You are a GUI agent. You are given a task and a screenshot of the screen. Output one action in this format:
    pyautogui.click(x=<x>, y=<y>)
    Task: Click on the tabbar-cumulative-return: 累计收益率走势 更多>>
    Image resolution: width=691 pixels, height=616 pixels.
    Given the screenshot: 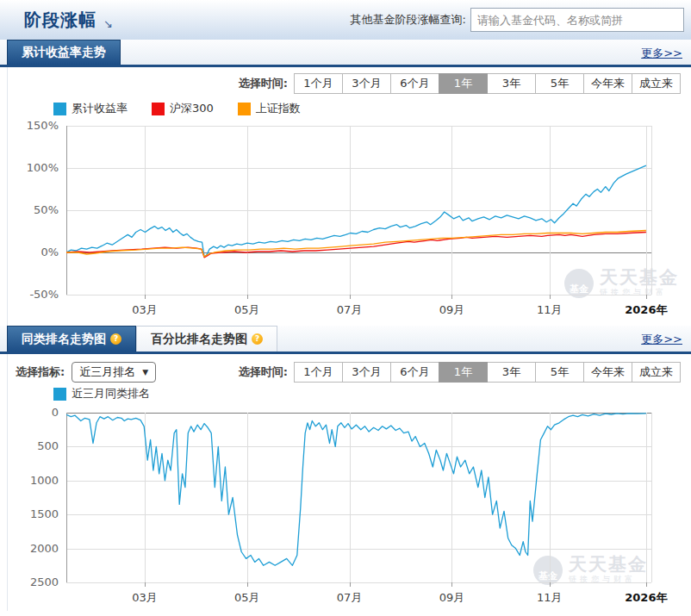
___
Beginning at the line that contains "Task: Click on", transcribe it and every later line through the last line of the data above, exactly, and drop the pictures.

    Task: Click on the tabbar-cumulative-return: 累计收益率走势 更多>>
    Image resolution: width=691 pixels, height=616 pixels.
    Given the screenshot: 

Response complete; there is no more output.